Tag Archives: Aurora

Throwback Thursday: “The Hardy Boys/Nancy Drew Mysteries” (1977-1979)!

“The Hardy Boys/Nancy Drew Mysteries” (1977-1979) is another show that I remember fondly, if very vaguely, from my very early childhood.  It ran on ABC for a scant three seasons (over a two-year period), and that sounds positively odd to me, because my memory has morphed it into something that seems like a much bigger part of the 1970’s.

I also remember it being two different shows, but that maybe makes sense — the first season of the program had a weird format in that you saw a standalone adventure of the Hardy Boys one week, and then a Nancy Drew outing the following week.  (The characters, of course, were based on the young adult books written respectively by Franklin W. Dixon and Carolyn Keene.)  They eventually went on to have adventures together,  Wikipedia tells me, although Nancy Drew had a reduced role, and was eventually dropped altogether in the third and final season.

Wikipedia also tells me that the show’s third season portrayed the Hardy Boys as … adults?  And that they were agents of the Justice Department?  And that the Season 3 premiere saw the younger brother’s fiancee killed by a hit-and-run driver?  I definitely don’t remember that — and it seems a little darker from what I remember of 1970’s primetime television shows.

I loved the show, even if I was too young to follow its relatively simple stories well.  (I would have been in either kindergarten or the first grade.)  But it was a program intended for “big kids” (my older siblings had the books), and that made it wonderfully cool to me.

I moved onto the books myself, by the early 1980’s.  I loved those too.  The two that I remember are “The Secret of Wildcat Swamp” (with the Hardy Boys) and “The Secret of the Old Clock” (with Nancy Drew).  It was the Wildcat Swamp adventure that inducted me into the club — you see that snarling mountain lion on the cover?  That was utterly enticing to me when I found the book in the bottom of the closet I shared with my brother, when I was … maybe in the third grade, I guess.  (It looked a lot like the “saber tooth tiger” baddie in that Aurora model kit that I loved so much.)  I kept pondering that scene and wondering what the outcome was.  (Did they even have guns?!  Would the dad or whoever that was protect them?!)  One day, I finally accepted the challenge of reading what seemed like a very long book to me at the time, and I wasn’t disappointed.  That’s the power of a good book cover, I guess.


» **ACTIVITY**
Each line of the data that mentions the string "pixels" needs to be identified and copied.

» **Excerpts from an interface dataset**

• • • • •

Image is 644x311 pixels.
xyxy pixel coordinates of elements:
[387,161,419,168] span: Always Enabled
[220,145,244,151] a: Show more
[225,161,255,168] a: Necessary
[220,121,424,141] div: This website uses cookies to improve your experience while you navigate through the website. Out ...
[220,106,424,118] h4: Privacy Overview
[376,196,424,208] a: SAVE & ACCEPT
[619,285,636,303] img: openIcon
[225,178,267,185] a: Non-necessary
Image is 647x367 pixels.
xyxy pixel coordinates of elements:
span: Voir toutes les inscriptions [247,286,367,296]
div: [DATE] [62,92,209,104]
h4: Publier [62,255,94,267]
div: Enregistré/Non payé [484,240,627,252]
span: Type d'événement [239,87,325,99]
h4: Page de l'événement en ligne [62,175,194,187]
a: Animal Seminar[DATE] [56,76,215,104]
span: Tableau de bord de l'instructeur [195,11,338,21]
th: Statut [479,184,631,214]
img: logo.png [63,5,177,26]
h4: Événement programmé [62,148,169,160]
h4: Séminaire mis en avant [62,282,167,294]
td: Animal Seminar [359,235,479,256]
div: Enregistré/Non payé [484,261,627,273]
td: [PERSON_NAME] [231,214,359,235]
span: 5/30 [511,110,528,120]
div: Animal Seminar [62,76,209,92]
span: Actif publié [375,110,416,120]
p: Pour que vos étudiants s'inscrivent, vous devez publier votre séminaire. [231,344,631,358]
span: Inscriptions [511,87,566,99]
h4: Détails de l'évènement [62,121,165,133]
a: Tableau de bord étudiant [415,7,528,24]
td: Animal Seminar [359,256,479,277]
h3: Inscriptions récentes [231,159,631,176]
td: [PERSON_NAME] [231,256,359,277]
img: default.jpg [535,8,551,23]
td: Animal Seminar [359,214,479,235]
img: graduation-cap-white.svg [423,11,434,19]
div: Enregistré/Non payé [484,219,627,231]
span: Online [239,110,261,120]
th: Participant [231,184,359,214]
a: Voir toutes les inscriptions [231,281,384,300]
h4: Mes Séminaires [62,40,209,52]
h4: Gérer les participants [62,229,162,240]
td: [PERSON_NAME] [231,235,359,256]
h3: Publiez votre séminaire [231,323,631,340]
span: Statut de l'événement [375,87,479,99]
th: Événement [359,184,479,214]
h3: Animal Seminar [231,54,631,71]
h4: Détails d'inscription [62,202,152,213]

• • • • •

» **OUTPUT**
Image is 644x311 pixels.
Image is 647x367 pixels.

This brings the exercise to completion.